Macy's Q1 Earnings Beat Expectations with Raised Full-Year Guidance, but Wall Street Remains on the Sidelines

Claire Weston
Published 2026-06-04About 10 min read

Macy's posted Q1 adjusted EPS of $0.13 — more than triple the Street's $0.04 estimate — with all three brands in positive comp growth, then raised full-year guidance. JPMorgan still rates the stock Neutral; the real question is whether the momentum holds into the back half.

01

What exactly beat?

Adjusted EPS came in at $0.13 versus Wall Street's $0.04 — more than three times expectations.
Comparable-store sales — revenue from the same set of stores versus a year ago — rose +3.0%, nearly double the +1.4% consensus and accelerating from last quarter's +1.8%.
Gross margin hit 38.9%, adjusted EBITDA margin reached 5.9%, and SG&A expense ratio of 39.9% beat estimates by roughly 70 basis points. This means → the beat was not just top-line; cost discipline surprised as well.
02

How did each brand perform?

Bloomingdale's surged +10.2% in comp sales — its seventh consecutive quarter of positive growth — driven by luxury labels like Chloé.
BlueMercury grew +6.4%, marking 17 straight quarters of positive comps, led by skincare and fragrance.
Macy's flagship stores posted +1.6% — the slowest of the three but on the largest base. Reimagined-door customer satisfaction scores hit an all-time Q1 high.
In plain terms = the luxury and beauty lines are running fastest, the core brand is steadily keeping pace, and none of the three is falling behind.
03

How much did full-year guidance go up — and what about tariffs?

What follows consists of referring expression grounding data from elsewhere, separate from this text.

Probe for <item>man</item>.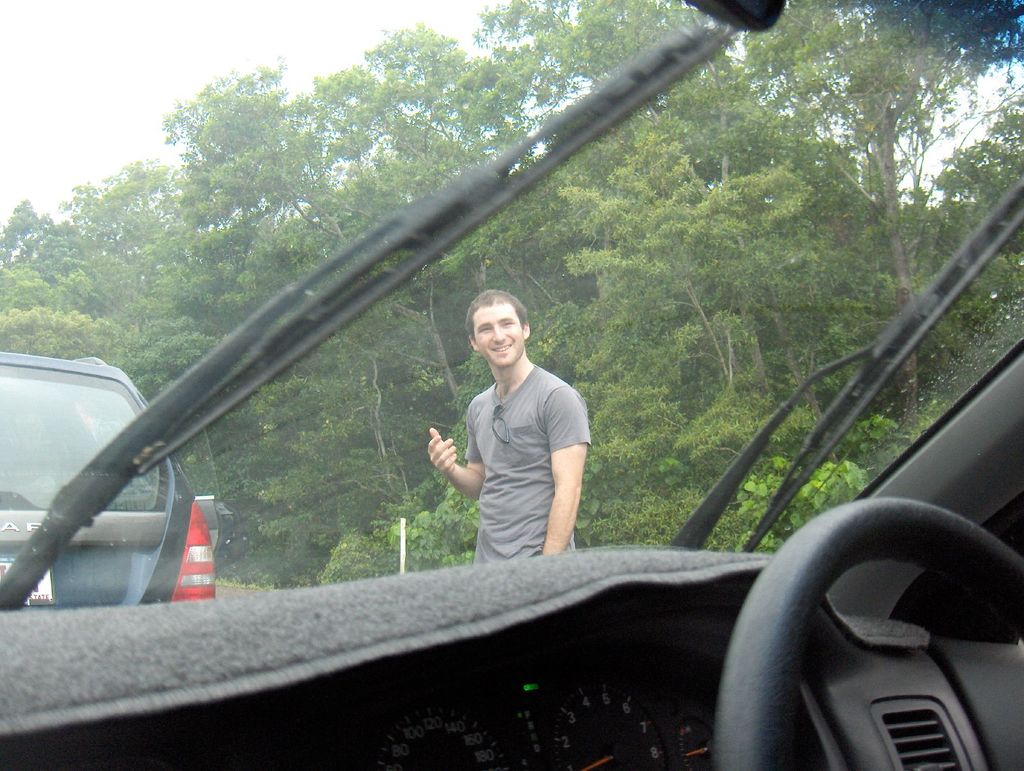
Probe result: select_region(426, 293, 609, 591).
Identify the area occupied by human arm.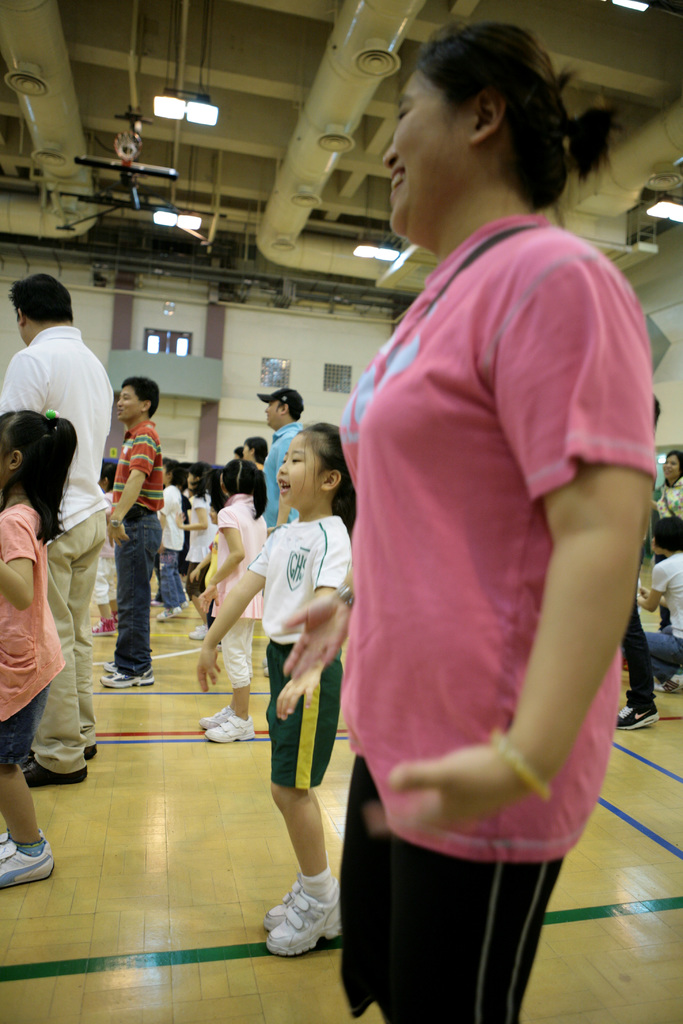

Full-year adjusted EPS guidance rose to $2.00–$2.20 (from $1.90–$2.10); comp-sales guidance shifted from "possibly negative" to +0.5% to +1.2%.
The key assumption changed: management cut its tariff assumption from ~20% to the current ~10% rate, but the savings were offset by higher fuel costs.
JPMorgan nudged its FY26 EPS estimate to $2.20 and FY27 to $2.39. This means → the analyst accepted the raise but barely moved the needle — confidence in further acceleration is still limited.
04

Why is Q2 guidance so conservative?

Management guided Q2 comp sales to flat to +1.0%, a roughly 250 basis-point step-down from Q1's +3.0%.
The CFO explicitly called this "prudent" — reserving room for business that has not yet materialized.
JPMorgan ran the math: on a three-year stacked comparable basis, if May's growth pace continues, Q2 comps could reach roughly +3%, well above the guided ceiling. This means → the market may be overestimating Q2 downside risk; the odds of beating guidance are meaningful.
05

Will the second half slow materially?

The high end of full-year guidance implies H2 comp growth of just +0.5%, versus ~+2.0% implied for H1 — management is baking in a clear deceleration.
JPMorgan's bottom-up brand model shows H2 comps have at least a +2% growth opportunity.
In plain terms = management built a wide safety cushion. If the three brands hold their current momentum, full-year results have real room to surprise to the upside.
06

Why is Wall Street still on the sidelines?

JPMorgan kept its Neutral rating and raised its December target to $27 (from $21), based on 4.2× FY27E EBITDA — below the pre-pandemic historical average of 4.6×.
Across the Street: 1 Buy, 11 Hold, 2 Sell — sentiment leans cautious.
This reflects the core tension: all three brands are genuinely improving, but reinvestment in store labor plus an ongoing closure program keep eroding the absolute pool of operating profit — the brands are getting better, but the profit base is not expanding at the same rate.

Content is for reference only, not financial advice.